Self-collection mail-in kits are available for HIV, syphilis, chlamydia, and gonorrhea. You collect a vaginal swab, urine sample, or finger-prick blood sample at home, send it to a lab, and receive results in a few days. These are a good option if you want lab-grade accuracy without an office visit, though they do take longer than rapid tests.
When to Test After Exposure
This is the part most people get wrong. If you test too soon after a potential exposure, the infection won’t show up yet. Each STD has a “window period,” the minimum time your body needs before a test can detect it.
- Chlamydia and gonorrhea: Detectable within 1 week in most cases. Waiting 2 weeks catches nearly all infections.
- HIV (blood test): Detectable for most people within 2 weeks. Waiting 6 weeks catches almost all cases. An oral swab test takes longer: about 1 month for most, 3 months for nearly all.
- Syphilis: Detectable within about 1 month for most people. A 3-month wait catches almost everyone.
- Herpes: Antibodies appear around 1 month for most, but waiting 4 months gives the most reliable result.
- Hepatitis B: 3 to 6 weeks.
- Hepatitis C: 2 months catches most infections, but full confidence requires waiting 6 months.
- Trichomoniasis: Usually detectable within 1 week, reliably within 1 month.
If you’re worried about a specific recent exposure, test at the earliest reasonable window, then retest at the longer interval to be sure. A negative result at 1 week for HIV, for example, doesn’t mean much. A negative result at 6 weeks is far more reliable.
Who Should Get Tested and How Often
CDC guidelines spell out specific recommendations based on age, sex, and risk factors. These aren’t arbitrary. They reflect which populations carry the highest rates of undiagnosed infections.
All adults and adolescents ages 13 to 64 should get an HIV test at least once in their lifetime. All adults over 18 should be screened for hepatitis C at least once. Beyond those universal recommendations, the guidelines get more specific.
Sexually active women under 25 should be screened for chlamydia and gonorrhea every year.

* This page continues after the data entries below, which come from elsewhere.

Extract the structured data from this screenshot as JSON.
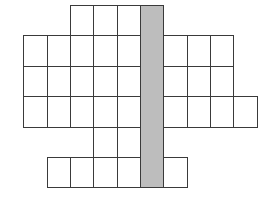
{
  "diagram": {
    "type": "grid-figure",
    "column_edges": [
      23,
      47,
      70,
      93,
      117,
      140,
      163,
      187,
      210,
      233,
      257
    ],
    "row_edges": [
      5,
      35,
      66,
      96,
      127,
      157,
      187
    ],
    "shaded_column": {
      "col": 5,
      "row_start": 0,
      "row_end": 5,
      "color": "#bdbdbd"
    },
    "line_color": "#3a3a3a",
    "cell_color": "#ffffff",
    "rows": [
      {
        "row": 0,
        "cols": [
          2,
          3,
          4
        ]
      },
      {
        "row": 1,
        "cols": [
          0,
          1,
          2,
          3,
          4,
          6,
          7,
          8
        ]
      },
      {
        "row": 2,
        "cols": [
          0,
          1,
          2,
          3,
          4,
          6,
          7,
          8
        ]
      },
      {
        "row": 3,
        "cols": [
          0,
          1,
          2,
          3,
          4,
          6,
          7,
          8,
          9
        ]
      },
      {
        "row": 4,
        "cols": [
          3,
          4
        ]
      },
      {
        "row": 5,
        "cols": [
          1,
          2,
          3,
          4,
          6
        ]
      }
    ]
  }
}
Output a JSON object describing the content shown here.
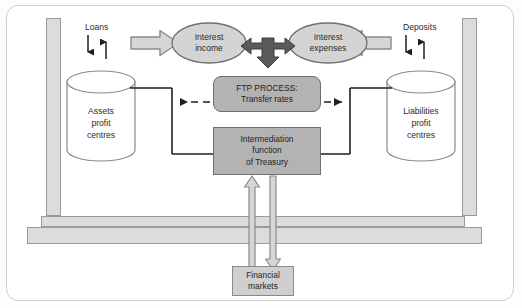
{
  "diagram": {
    "labels": {
      "loans": "Loans",
      "deposits": "Deposits"
    },
    "nodes": {
      "assets_cylinder": "Assets\nprofit\ncentres",
      "assets_cylinder_lines": [
        "Assets",
        "profit",
        "centres"
      ],
      "liabilities_cylinder_lines": [
        "Liabilities",
        "profit",
        "centres"
      ],
      "interest_income_lines": [
        "Interest",
        "income"
      ],
      "interest_expenses_lines": [
        "Interest",
        "expenses"
      ],
      "ftp_process_lines": [
        "FTP PROCESS:",
        "Transfer rates"
      ],
      "intermediation_lines": [
        "Intermediation",
        "function",
        "of Treasury"
      ],
      "financial_markets_lines": [
        "Financial",
        "markets"
      ]
    },
    "colors": {
      "frame_border": "#cfcfcf",
      "pillar_fill": "#dcdcdc",
      "pillar_stroke": "#9a9a9a",
      "bar_fill": "#dcdcdc",
      "grey_box_fill": "#b3b3b3",
      "grey_box_stroke": "#6f6f6f",
      "light_box_fill": "#cfcfcf",
      "ellipse_fill": "#d4d4d4",
      "ellipse_stroke": "#6f6f6f",
      "block_arrow_fill": "#d6d6d6",
      "block_arrow_stroke": "#8a8a8a",
      "dark_arrow_fill": "#5a5a5a",
      "cylinder_fill": "#ffffff",
      "cylinder_stroke": "#8a8a8a",
      "connector_stroke": "#1f1f1f",
      "text": "#2b2b2b"
    }
  }
}
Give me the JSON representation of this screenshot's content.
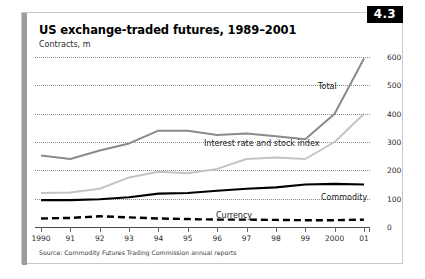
{
  "figure": {
    "badge": "4.3",
    "title": "US exchange-traded futures, 1989–2001",
    "subtitle": "Contracts, m",
    "source": "Source: Commodity Futures Trading Commission annual reports"
  },
  "colors": {
    "total": "#8a8a8a",
    "interest_rate_and_stock_index": "#c4c4c4",
    "commodity": "#000000",
    "currency": "#000000",
    "gridline": "#8c8c8c",
    "axis": "#4a4a4a",
    "badge_background": "#000000",
    "badge_text": "#ffffff",
    "accent_bar": "#9d9d9d",
    "panel_border": "#c9c9c9"
  },
  "labels": {
    "total": "Total",
    "interest_rate_and_stock_index": "Interest rate and stock index",
    "commodity": "Commodity",
    "currency": "Currency"
  },
  "chart_data": {
    "type": "line",
    "title": "US exchange-traded futures, 1989–2001",
    "subtitle": "Contracts, m",
    "xlabel": "",
    "ylabel": "Contracts, m",
    "ylim": [
      0,
      600
    ],
    "yticks": [
      0,
      100,
      200,
      300,
      400,
      500,
      600
    ],
    "ytick_labels": [
      "0",
      "100",
      "200",
      "300",
      "400",
      "500",
      "600"
    ],
    "y_axis_position": "right",
    "grid": true,
    "grid_style": "dotted-horizontal",
    "legend": "inline-annotations",
    "categories": [
      "1990",
      "91",
      "92",
      "93",
      "94",
      "95",
      "96",
      "97",
      "98",
      "99",
      "2000",
      "01"
    ],
    "x": [
      1990,
      1991,
      1992,
      1993,
      1994,
      1995,
      1996,
      1997,
      1998,
      1999,
      2000,
      2001
    ],
    "series": [
      {
        "name": "Total",
        "color": "#8a8a8a",
        "style": "solid",
        "values": [
          252,
          240,
          270,
          295,
          340,
          340,
          325,
          330,
          320,
          310,
          400,
          595
        ]
      },
      {
        "name": "Interest rate and stock index",
        "color": "#c4c4c4",
        "style": "solid",
        "values": [
          120,
          122,
          135,
          175,
          195,
          190,
          205,
          240,
          245,
          240,
          300,
          400
        ]
      },
      {
        "name": "Commodity",
        "color": "#000000",
        "style": "solid",
        "values": [
          95,
          95,
          98,
          105,
          118,
          120,
          128,
          135,
          140,
          150,
          152,
          150
        ]
      },
      {
        "name": "Currency",
        "color": "#000000",
        "style": "dashed",
        "values": [
          30,
          32,
          38,
          34,
          30,
          28,
          26,
          26,
          25,
          24,
          24,
          26
        ]
      }
    ]
  }
}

Women 25 and older need annual screening only if they have risk factors like a new partner or multiple partners. Men who have sex with men face the most aggressive screening schedule: annual testing for chlamydia, gonorrhea, syphilis, and HIV at minimum, with testing every 3 to 6 months recommended for those at higher risk.
Pregnant women should be tested for syphilis, HIV, hepatitis B, and hepatitis C at the first prenatal visit. Retesting in the third trimester is recommended for syphilis and HIV if risk factors are present.
What to Tell Your Provider
Doctors don’t automatically test for every STD during a routine physical or even a gynecological exam. You need to ask. Be specific about what you want tested for, and be honest about your sexual history, including oral and anal sex. Providers can only order throat and rectal swabs if they know those sites were involved.
If you’re unsure which tests you need, a reasonable starting point for most sexually active adults is chlamydia, gonorrhea, syphilis, and HIV. Add hepatitis B and C if you haven’t been vaccinated for hepatitis B or screened for hepatitis C before. Add herpes only if you have symptoms or a specific reason to suspect exposure, since routine herpes screening isn’t recommended for most people and can produce misleading results.
Results for most tests come back within a few days. Rapid tests for HIV and syphilis give results in under 30 minutes. If anything comes back positive, treatment for the most common bacterial STDs (chlamydia, gonorrhea, syphilis) is typically a course of antibiotics that clears the infection completely. Viral infections like HIV and herpes aren’t curable but are manageable with ongoing treatment.